The invention of printing was as important for the Bible as it was for all literature; but its significance has often been misinterpreted, largely because modern conceptions and preoccupations have been imported into the context of early printing. The earliest observers went to the heart of the matter, as they saw it. ‘He prints as much in a day as was formerly written in a year’ said Campano, bishop of Teramo, of the fifteenth-century printer Ulrich Han. Printing was a means of speedy, and soon of cheap production. Speaking of the Bible, a French translator added that there was now no excuse for the literate believer if he was not familiar with the Word of God.
Writers nearer our own time, but before modern bibliographers had made their systematic investigations, found a deeper significance, which is still advanced. The concept of the edition, a scholar's concept which has taken five hundred years to elaborate, is projected backwards into the first years of printing as if it were the perfect outcome of a sudden transformation. Where once the scribe had produced his single copy— perhaps inaccurately transcribed, interpolated or tendentiously altered, and taken from another single copy subject to the same vicissitudes, and so on back through innumerable stages—there was now supposed to be the modern succession of accurately printed editions, each an improvement on the last if not faithful to it. Within each edition all copies were supposed to be identical.
The first task of the Council of Trent was to delimit the spheres of Scripture and Tradition in the transmission of Catholic doctrine. For centuries the Church had been content with a rough-and-ready arrangement whereby Tradition (in the shape of the baptismal catechesis) introduced a believer to the doctrines of the faith, while Scripture was used at a later stage to test, to amplify and to collate those doctrines. Thus it was that St Thomas had said, in a much-abused phrase, sola canonica scriptura est regula fidei: only canonical Scripture—as distinct from apocryphal writings—is the (or a) rule of faith (lectio VI in John XXI). But doctrines which were accepted alone or mainly on the authority of Tradition were not unfamiliar. It was these doctrines which were the main objects of reforming attacks: purgatory, the invocation of saints, the conversion of the bread into the Body of Christ, infant baptism and the sacramental character of marriage. Hence the Council had to start by making its position clear on the value of Tradition as contrasted with Scripture.

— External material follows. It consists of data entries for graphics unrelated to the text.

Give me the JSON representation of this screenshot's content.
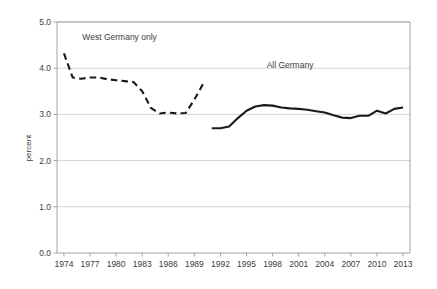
{
  "chart_data": {
    "type": "line",
    "title": "",
    "xlabel": "",
    "ylabel": "percent",
    "xlim": [
      1973.2,
      2013.8
    ],
    "ylim": [
      0.0,
      5.0
    ],
    "grid": true,
    "grid_axis": "y",
    "legend_position": "inline-annotation",
    "xticks": [
      "1974",
      "1977",
      "1980",
      "1983",
      "1986",
      "1989",
      "1992",
      "1995",
      "1998",
      "2001",
      "2004",
      "2007",
      "2010",
      "2013"
    ],
    "xtick_values": [
      1974,
      1977,
      1980,
      1983,
      1986,
      1989,
      1992,
      1995,
      1998,
      2001,
      2004,
      2007,
      2010,
      2013
    ],
    "yticks": [
      "0.0",
      "1.0",
      "2.0",
      "3.0",
      "4.0",
      "5.0"
    ],
    "ytick_values": [
      0.0,
      1.0,
      2.0,
      3.0,
      4.0,
      5.0
    ],
    "series": [
      {
        "name": "West Germany only",
        "style": "dashed",
        "color": "#1a1a1a",
        "x": [
          1974,
          1975,
          1976,
          1977,
          1978,
          1979,
          1980,
          1981,
          1982,
          1983,
          1984,
          1985,
          1986,
          1987,
          1988,
          1989,
          1990
        ],
        "values": [
          4.32,
          3.8,
          3.77,
          3.8,
          3.8,
          3.76,
          3.74,
          3.72,
          3.7,
          3.5,
          3.14,
          3.02,
          3.04,
          3.02,
          3.03,
          3.32,
          3.66
        ]
      },
      {
        "name": "All Germany",
        "style": "solid",
        "color": "#1a1a1a",
        "x": [
          1991,
          1992,
          1993,
          1994,
          1995,
          1996,
          1997,
          1998,
          1999,
          2000,
          2001,
          2002,
          2003,
          2004,
          2005,
          2006,
          2007,
          2008,
          2009,
          2010,
          2011,
          2012,
          2013
        ],
        "values": [
          2.7,
          2.7,
          2.74,
          2.92,
          3.08,
          3.17,
          3.2,
          3.19,
          3.15,
          3.13,
          3.12,
          3.1,
          3.07,
          3.04,
          2.98,
          2.93,
          2.92,
          2.97,
          2.97,
          3.08,
          3.02,
          3.12,
          3.15
        ]
      }
    ],
    "annotations": [
      {
        "text": "West Germany only",
        "x": 1980.4,
        "y": 4.62
      },
      {
        "text": "All Germany",
        "x": 2000.0,
        "y": 4.0
      }
    ]
  },
  "axes": {
    "y_axis_title": "percent"
  }
}
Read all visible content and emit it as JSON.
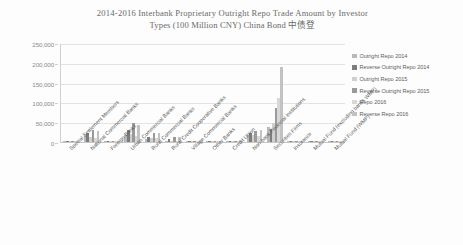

After sharp discussion the Council came to the decision that it received and held in honour pari pietatis affectu ac reverentia, with equal devotion and veneration, the books of Scripture and the divine and apostolic traditions (that is, those coming from Christ or the apostles) which concerned faith or morals. It did not mean that each book of Scripture was inspired in exactly the same way, as some modern theologians have claimed, for the Council was not comparing book with book but the body of Scripture with the body of apostolic tradition.